Giant Lady Leg Lamp
Chickasha, Oklahoma
In the summer of 2018 Tim Elliot was driving cross-country when, on a whim, he stopped in Winslow, Arizona. He was impressed by the town's gift shops and restaurants around its Standin' on the Corner Park, and wondered why his hometown of Chickasha, Oklahoma, couldn't have something similar. And it quickly occurred to him what that "something" should be: a giant version of the Lady Leg Lamp, the iconic prop from the 1983 film, A Christmas Story.
Chickasha was known for its holiday-season Festival of Lights, but Tim didn't see the lamp as a stand-in for a giant Santa or gingerbread man. He envisioned it as a year-round attraction, distinguishing his town from all others. "Nobody else," he said, "is gonna have a giant Lady Leg Lamp."
For two years he fruitlessly tried to raise interest in the idea. "The mayor, everybody was against it," Tim recalled. "They'd say, 'Oh, crap, here comes Tim. He wants to talk about that damned leg lamp again.'" Ironically, one person who did want to talk with him was Noland James, an elderly Chickasha visual arts professor who was in hospice under the care of Tim's daughter-in-law. "Whenever she'd see me she'd say, 'Noland wants to see you,'" Tim said. "I blew him off as an old man. Never went and visited with him."
When Noland died on July 18, 2020, his obituary contained the surprising reason why Noland had been so eager to see Tim. It claimed that Noland was the inventor of the Lady Leg Lamp.
According to Elizabeth Stockton, his widow, Noland had created the lamp out of the lower half of a female mannequin and a wastepaper basket, and proudly displayed it in his office until he retired. One day, she wrote, "A man seeking employment at the school became tantalized with the lamp and came by Noland's office many times to look at it and ask about how it was put together -- he nearly took it apart to see how it was made. A few years later, this same man was on the production team that produced the leg lamp.... Noland always felt his lamp was the prototype for the one in the movie, A Christmas Story."
"I didn't know any of that," Tim said.
(Author/screenwriter Jean Shepherd first mentioned the leg lamp in his 1966 novel, "In God We Trust, All Others Pay Cash." Noland was probably unaware of it -- and he seems to have been the first to actually build a leg lamp. The movie's production designer, Reuben Freed, always said that his leg lamp was based on a lamp owned by his mother).
Noland James's revelation softened some of the formerly hard hearts in Chickasha. Tim Elliot, realizing that this was his moment, put in a rush order -- at his own expense -- for a 40-foot-high inflatable Lady Leg Lamp. With some friends, he erected it at the end of Main Street in late November 2020.
The lamp stood for only a few days before Oklahoma winds blew it down. Nevertheless, a photo of the standing lamp went viral, and Chickasha quickly became a destination for the media and visitors. "Everybody was shocked," said Tim. "We had people coming from all over the United States to see it. One family drove eight hours just to get here, and they didn't even know if the lamp was gonna be up or not."
Tim devised a system to quickly repair the lamp whenever it was toppled. But it was still a tenuous attraction, flattened whenever the wind exceeded 20 mph, which it does frequently in Oklahoma (We're on record expressing our displeasure with inflatables). For the sake of the lamp's preservation, it was taken down in early 2021, and an attempt to put it back up in July only lasted a few days before the wind took it down again.
Obviously a more permanent solution was needed. This time Tim had no trouble enlisting local support. "After they saw all the people come to town, it was a no-brainer," he said. On November 5, 2022, the town unveiled a giant fiberglass Lady Leg Lamp, 40 feet tall atop a ten-foot-high crate. This one glows at night just like the one in the movie and, most importantly, is built to stand year-round. The inflatable leg lamp was retired ("It was pretty torn up the last time it blew down," we were told).
Also on November 5, 2022, Elizabeth Stockton donated Noland's original leg lamp to the Grady County Historical Museum, four blocks west of the giant leg lamp. It will have a place of honor in the building rotunda.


§ Exercise
Please return the listing below exactly, without any of its pictures.
————
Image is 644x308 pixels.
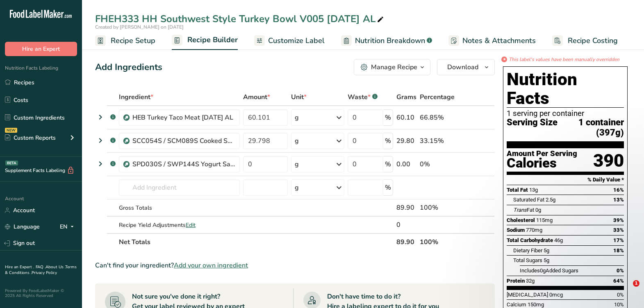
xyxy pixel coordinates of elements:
a: Privacy Policy [32,270,57,276]
div: 89.90 [396,203,416,213]
input: Add Ingredient [119,179,240,196]
iframe: Intercom live chat [616,280,636,300]
a: Terms & Conditions . [5,264,77,276]
span: Notes & Attachments [462,35,536,46]
span: Download [447,63,478,72]
a: Recipe Costing [552,32,618,50]
th: Net Totals [117,233,395,251]
span: Recipe Setup [111,35,155,46]
img: Sub Recipe [124,115,130,121]
div: Gross Totals [119,203,240,212]
div: BETA [5,160,18,166]
i: This label's values have been manually overridden [509,56,619,63]
span: Created by [PERSON_NAME] on [DATE] [95,24,184,30]
div: 66.85% [420,113,456,122]
span: [MEDICAL_DATA] [507,292,548,298]
div: 0 [396,220,416,230]
a: About Us . [46,264,65,270]
i: Trans [513,207,527,213]
div: SCC054S / SCM089S Cooked Southwest Rice [DATE] AL [132,136,235,146]
div: 60.10 [396,113,416,122]
div: Waste [348,92,377,102]
span: Serving Size [507,117,557,138]
div: g [295,113,299,122]
span: 115mg [536,217,553,223]
div: g [295,183,299,193]
a: Notes & Attachments [449,32,536,50]
span: 150mg [528,301,544,307]
span: Unit [291,92,307,102]
h1: Nutrition Facts [507,70,624,108]
span: Percentage [420,92,455,102]
a: Recipe Setup [95,32,155,50]
span: 13g [529,187,538,193]
span: 13% [613,197,624,203]
span: 1 [633,280,639,287]
span: Total Fat [507,187,528,193]
div: Can't find your ingredient? [95,261,495,271]
div: Amount Per Serving [507,150,577,158]
a: Customize Label [254,32,325,50]
span: Cholesterol [507,217,535,223]
div: SPD030S / SWP144S Yogurt Sauce [DATE] AL [132,159,235,169]
div: g [295,159,299,169]
a: Hire an Expert . [5,264,34,270]
span: 39% [613,217,624,223]
div: Manage Recipe [371,63,417,72]
span: Grams [396,92,416,102]
span: Recipe Costing [568,35,618,46]
span: 770mg [526,227,542,233]
div: Add Ingredients [95,60,163,74]
span: 1 container (397g) [557,117,624,138]
div: HEB Turkey Taco Meat [DATE] AL [132,113,235,122]
img: Sub Recipe [124,161,130,168]
span: Nutrition Breakdown [355,35,425,46]
span: 10% [614,301,624,307]
div: NEW [5,128,17,133]
th: 89.90 [395,233,418,251]
div: Custom Reports [5,134,56,142]
div: 0% [420,159,456,169]
th: 100% [418,233,457,251]
div: Powered By FoodLabelMaker © 2025 All Rights Reserved [5,289,77,298]
span: Amount [243,92,270,102]
a: Language [5,220,40,234]
span: Sodium [507,227,525,233]
span: 0mcg [549,292,563,298]
button: Hire an Expert [5,42,77,56]
div: 100% [420,203,456,213]
a: Recipe Builder [172,31,238,50]
div: Recipe Yield Adjustments [119,221,240,230]
div: 0.00 [396,159,416,169]
a: Nutrition Breakdown [341,32,432,50]
span: Calcium [507,301,527,307]
div: 33.15% [420,136,456,146]
img: Sub Recipe [124,138,130,144]
div: g [295,136,299,146]
div: EN [60,222,77,232]
button: Download [437,59,495,75]
span: Saturated Fat [513,197,545,203]
span: Add your own ingredient [174,261,248,271]
button: Manage Recipe [354,59,431,75]
a: FAQ . [36,264,46,270]
span: Fat [513,207,534,213]
span: Edit [186,221,195,229]
section: % Daily Value * [507,175,624,185]
span: Ingredient [119,92,153,102]
div: Calories [507,157,577,169]
span: 16% [613,187,624,193]
div: 390 [593,150,624,172]
span: Customize Label [268,35,325,46]
div: 1 serving per container [507,109,624,117]
span: 33% [613,227,624,233]
div: FHEH333 HH Southwest Style Turkey Bowl V005 [DATE] AL [95,11,386,26]
span: Recipe Builder [187,34,238,46]
span: 2.5g [546,197,555,203]
div: 29.80 [396,136,416,146]
span: 0g [535,207,541,213]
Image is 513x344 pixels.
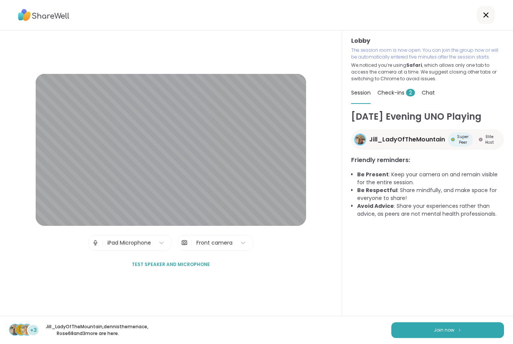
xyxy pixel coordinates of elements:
[129,257,213,273] button: Test speaker and microphone
[391,323,504,338] button: Join now
[30,327,37,335] span: +3
[406,89,415,97] span: 2
[351,36,504,45] h3: Lobby
[351,156,504,165] h3: Friendly reminders:
[357,171,389,178] b: Be Present
[107,239,151,247] div: iPad Microphone
[357,187,397,194] b: Be Respectful
[351,62,504,82] p: We noticed you’re using , which allows only one tab to access the camera at a time. We suggest cl...
[357,202,394,210] b: Avoid Advice
[479,138,483,142] img: Elite Host
[456,134,470,145] span: Super Peer
[357,187,504,202] li: : Share mindfully, and make space for everyone to share!
[369,135,445,144] span: Jill_LadyOfTheMountain
[181,235,188,250] img: Camera
[351,47,504,60] p: The session room is now open. You can join the group now or will be automatically entered five mi...
[406,62,422,68] b: Safari
[19,325,23,335] span: d
[18,6,69,24] img: ShareWell Logo
[434,327,454,334] span: Join now
[196,239,232,247] div: Front camera
[484,134,495,145] span: Elite Host
[351,110,504,124] h1: [DATE] Evening UNO Playing
[92,235,99,250] img: Microphone
[351,130,504,150] a: Jill_LadyOfTheMountainJill_LadyOfTheMountainSuper PeerSuper PeerElite HostElite Host
[451,138,455,142] img: Super Peer
[457,328,462,332] img: ShareWell Logomark
[102,235,104,250] span: |
[422,89,435,97] span: Chat
[351,89,371,97] span: Session
[357,202,504,218] li: : Share your experiences rather than advice, as peers are not mental health professionals.
[357,171,504,187] li: : Keep your camera on and remain visible for the entire session.
[132,261,210,268] span: Test speaker and microphone
[46,324,130,337] p: Jill_LadyOfTheMountain , dennisthemenace , Rose68 and 3 more are here.
[377,89,415,97] span: Check-ins
[22,325,32,335] img: Rose68
[191,235,193,250] span: |
[355,135,365,145] img: Jill_LadyOfTheMountain
[10,325,20,335] img: Jill_LadyOfTheMountain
————
§ Answer below
Image is 644x308 pixels.
xyxy pixel coordinates of elements:
a: Privacy Policy [32,270,57,276]
div: 89.90 [396,203,416,213]
input: Add Ingredient [119,179,240,196]
iframe: Intercom live chat [616,280,636,300]
a: Terms & Conditions . [5,264,77,276]
span: Notes & Attachments [462,35,536,46]
span: Download [447,63,478,72]
a: Recipe Costing [552,32,618,50]
th: Net Totals [117,233,395,251]
span: Recipe Setup [111,35,155,46]
img: Sub Recipe [124,115,130,121]
div: Gross Totals [119,203,240,212]
div: BETA [5,160,18,166]
i: This label's values have been manually overridden [509,56,619,63]
span: Created by [PERSON_NAME] on [DATE] [95,24,184,30]
div: 66.85% [420,113,456,122]
span: [MEDICAL_DATA] [507,292,548,298]
div: 0 [396,220,416,230]
a: About Us . [46,264,65,270]
i: Trans [513,207,527,213]
div: SCC054S / SCM089S Cooked Southwest Rice [DATE] AL [132,136,235,146]
div: 60.10 [396,113,416,122]
div: Waste [348,92,377,102]
span: Serving Size [507,117,557,138]
div: g [295,113,299,122]
span: 115mg [536,217,553,223]
div: g [295,183,299,193]
a: Notes & Attachments [449,32,536,50]
span: 150mg [528,301,544,307]
span: Unit [291,92,307,102]
h1: Nutrition Facts [507,70,624,108]
span: Percentage [420,92,455,102]
a: Recipe Setup [95,32,155,50]
span: 13g [529,187,538,193]
span: 13% [613,197,624,203]
span: 1 [633,280,639,287]
span: Total Fat [507,187,528,193]
div: Can't find your ingredient? [95,261,495,271]
div: Amount Per Serving [507,150,577,158]
a: Customize Label [254,32,325,50]
span: Cholesterol [507,217,535,223]
div: SPD030S / SWP144S Yogurt Sauce [DATE] AL [132,159,235,169]
div: g [295,159,299,169]
a: Hire an Expert . [5,264,34,270]
span: 39% [613,217,624,223]
div: Manage Recipe [371,63,417,72]
span: Grams [396,92,416,102]
span: Recipe Costing [568,35,618,46]
span: 770mg [526,227,542,233]
div: Add Ingredients [95,60,163,74]
span: 1 container (397g) [557,117,624,138]
div: HEB Turkey Taco Meat [DATE] AL [132,113,235,122]
img: Sub Recipe [124,161,130,168]
span: Nutrition Breakdown [355,35,425,46]
span: 10% [614,301,624,307]
div: NEW [5,128,17,133]
th: 89.90 [395,233,418,251]
div: Custom Reports [5,134,56,142]
div: 0% [420,159,456,169]
th: 100% [418,233,457,251]
div: Powered By FoodLabelMaker © 2025 All Rights Reserved [5,289,77,298]
span: Amount [243,92,270,102]
a: Language [5,220,40,234]
span: Sodium [507,227,525,233]
span: 0mcg [549,292,563,298]
button: Hire an Expert [5,42,77,56]
div: 100% [420,203,456,213]
a: Recipe Builder [172,31,238,50]
div: Recipe Yield Adjustments [119,221,240,230]
div: 0.00 [396,159,416,169]
a: Nutrition Breakdown [341,32,432,50]
span: Calcium [507,301,527,307]
div: 33.15% [420,136,456,146]
img: Sub Recipe [124,138,130,144]
div: g [295,136,299,146]
div: EN [60,222,77,232]
button: Download [437,59,495,75]
span: Saturated Fat [513,197,545,203]
span: Add your own ingredient [174,261,248,271]
button: Manage Recipe [354,59,431,75]
a: FAQ . [36,264,46,270]
span: Fat [513,207,534,213]
span: Edit [186,221,195,229]
section: % Daily Value * [507,175,624,185]
span: Ingredient [119,92,153,102]
div: Calories [507,157,577,169]
span: 16% [613,187,624,193]
div: 390 [593,150,624,172]
span: Customize Label [268,35,325,46]
div: 1 serving per container [507,109,624,117]
span: 33% [613,227,624,233]
div: FHEH333 HH Southwest Style Turkey Bowl V005 [DATE] AL [95,11,386,26]
span: Recipe Builder [187,34,238,46]
span: 2.5g [546,197,555,203]
div: 29.80 [396,136,416,146]
span: 0g [535,207,541,213]
Image is 513x344 pixels.
xyxy pixel coordinates of elements:
[129,257,213,273] button: Test speaker and microphone
[391,323,504,338] button: Join now
[30,327,37,335] span: +3
[406,89,415,97] span: 2
[351,36,504,45] h3: Lobby
[351,156,504,165] h3: Friendly reminders:
[357,171,389,178] b: Be Present
[107,239,151,247] div: iPad Microphone
[357,187,397,194] b: Be Respectful
[351,62,504,82] p: We noticed you’re using , which allows only one tab to access the camera at a time. We suggest cl...
[357,202,394,210] b: Avoid Advice
[479,138,483,142] img: Elite Host
[456,134,470,145] span: Super Peer
[357,187,504,202] li: : Share mindfully, and make space for everyone to share!
[369,135,445,144] span: Jill_LadyOfTheMountain
[181,235,188,250] img: Camera
[351,47,504,60] p: The session room is now open. You can join the group now or will be automatically entered five mi...
[406,62,422,68] b: Safari
[19,325,23,335] span: d
[18,6,69,24] img: ShareWell Logo
[434,327,454,334] span: Join now
[196,239,232,247] div: Front camera
[484,134,495,145] span: Elite Host
[351,110,504,124] h1: [DATE] Evening UNO Playing
[92,235,99,250] img: Microphone
[351,130,504,150] a: Jill_LadyOfTheMountainJill_LadyOfTheMountainSuper PeerSuper PeerElite HostElite Host
[451,138,455,142] img: Super Peer
[457,328,462,332] img: ShareWell Logomark
[102,235,104,250] span: |
[422,89,435,97] span: Chat
[351,89,371,97] span: Session
[357,202,504,218] li: : Share your experiences rather than advice, as peers are not mental health professionals.
[357,171,504,187] li: : Keep your camera on and remain visible for the entire session.
[132,261,210,268] span: Test speaker and microphone
[46,324,130,337] p: Jill_LadyOfTheMountain , dennisthemenace , Rose68 and 3 more are here.
[377,89,415,97] span: Check-ins
[22,325,32,335] img: Rose68
[191,235,193,250] span: |
[355,135,365,145] img: Jill_LadyOfTheMountain
[10,325,20,335] img: Jill_LadyOfTheMountain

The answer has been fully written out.